Agency Guidance Effective Jun 1, 2022

HUBZone employee residency requirement enforcement during pandemic and remote work era

Citation: 13 CFR § 126.200(b)(1); SBA HUBZone Compliance Guidance 2022 Primary source ↗

What changed

Full explanation

The HUBZone program, codified at 13 CFR Part 126, requires that **at least 35% of a HUBZone-certified firm's full-time-equivalent employees reside in any HUBZone**. This is the most operationally challenging HUBZone eligibility test because employee turnover and address changes constantly affect the ratio.

**The pandemic created compliance ambiguity.** When COVID forced large-scale remote work in 2020-2022, many HUBZone firms saw their workforce composition change rapidly. Some firms hired remote employees who lived in HUBZones (which helped maintain the 35% ratio); others lost local employees who relocated for personal reasons.

SBA guidance updated to clarify how remote employees are counted:

- **Remote employees with no fixed company work location** (true work-from-home arrangements) are counted at their actual residential address. If that address is in a HUBZone, the employee counts toward the 35%.

- **Remote employees assigned to a specific company office** (e.g., 'reports to the Atlanta office but works from home most days') are counted at the office location, not the home address.

- **Employees who split time between home and a fixed company office** are counted at the office location if the office is their 'principal work location' as defined by hours worked.

**Recertification verification has tightened.** SBA now requires HUBZone firms at annual recertification to provide payroll data showing each employee's residential address (verified against W-2 or other tax records) plus the HUBZone status of each address as of the recertification date. SBA also performs periodic protest-driven verification.

**Decertification consequences are immediate.** Falling below 35% triggers a self-disclosure obligation and, if not cured within applicable timeframes, decertification. Decertified firms lose HUBZone set-aside eligibility immediately, including on contracts already in the proposal stage.

Impact

What this means for diverse contractors

**For HUBZone-certified firms with hybrid or remote workforces:** Audit your employee residency monthly. The 35% threshold is calculated on a continuous basis, not just at recertification. Many firms maintain an internal dashboard tracking each employee's HUBZone status to catch threshold breaches before they affect contract eligibility.

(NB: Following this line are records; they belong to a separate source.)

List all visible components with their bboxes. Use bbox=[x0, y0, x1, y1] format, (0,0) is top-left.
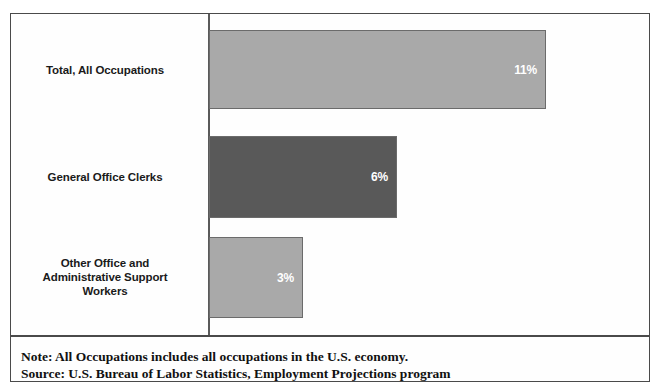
footnote-source: Source: U.S. Bureau of Labor Statistics,… bbox=[21, 365, 649, 382]
bar-label-line: Other Office and bbox=[11, 256, 199, 270]
bar-value-label: 3% bbox=[277, 271, 294, 285]
bar-total-all-occupations[interactable]: 11% bbox=[209, 30, 546, 109]
bar-label-line: Workers bbox=[11, 284, 199, 298]
bar-value-label: 6% bbox=[371, 170, 388, 184]
plot-area: Total, All Occupations 11% General Offic… bbox=[11, 14, 649, 335]
bar-row: General Office Clerks 6% bbox=[11, 136, 649, 218]
footnote-note: Note: All Occupations includes all occup… bbox=[21, 348, 649, 365]
bar-label-line: Total, All Occupations bbox=[11, 63, 199, 77]
bar-category-label: General Office Clerks bbox=[11, 170, 199, 184]
bar-category-label: Total, All Occupations bbox=[11, 63, 199, 77]
bar-other-office-admin-support-workers[interactable]: 3% bbox=[209, 237, 303, 318]
bar-label-line: Administrative Support bbox=[11, 270, 199, 284]
chart-figure: Total, All Occupations 11% General Offic… bbox=[10, 13, 650, 382]
bar-general-office-clerks[interactable]: 6% bbox=[209, 136, 397, 218]
footnote-block: Note: All Occupations includes all occup… bbox=[11, 337, 649, 382]
bar-row: Total, All Occupations 11% bbox=[11, 30, 649, 109]
bar-category-label: Other Office and Administrative Support … bbox=[11, 256, 199, 298]
bar-value-label: 11% bbox=[514, 63, 537, 77]
bar-label-line: General Office Clerks bbox=[11, 170, 199, 184]
bar-row: Other Office and Administrative Support … bbox=[11, 237, 649, 318]
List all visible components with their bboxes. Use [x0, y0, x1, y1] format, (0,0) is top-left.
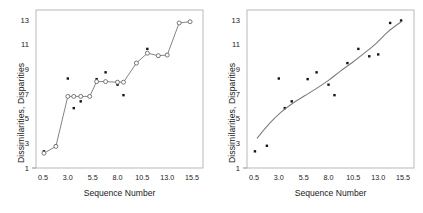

**For HUBZone firms hiring:** Prefer candidates who reside in HUBZones when other factors are equal. The SBA HUBZone Map shows which census tracts and counties qualify. Use it to source candidates intentionally.

**For HUBZone firms with employees relocating out of HUBZones:** Track the change immediately. If your ratio drops below 35%, you have a self-disclosure obligation under 13 CFR § 126.501. Document the cause (employee relocation vs. departure vs. new hire profile).

**For firms considering HUBZone application:** The 35% employee residency test is the hardest ongoing compliance burden in any federal small-business set-aside program. Plan staffing strategy around it — particularly the relationship between principal office location and the labor pool you can recruit from. Some firms locate principal offices in HUBZones with strong nearby HUBZone labor pools specifically to make ongoing 35% compliance feasible.

Stay informed

Federal supplier diversity policy moves fast.

Browse the full policy tracker for executive orders, FAR clauses, court cases, and CFR amendments affecting how diverse business owners contract with the federal government.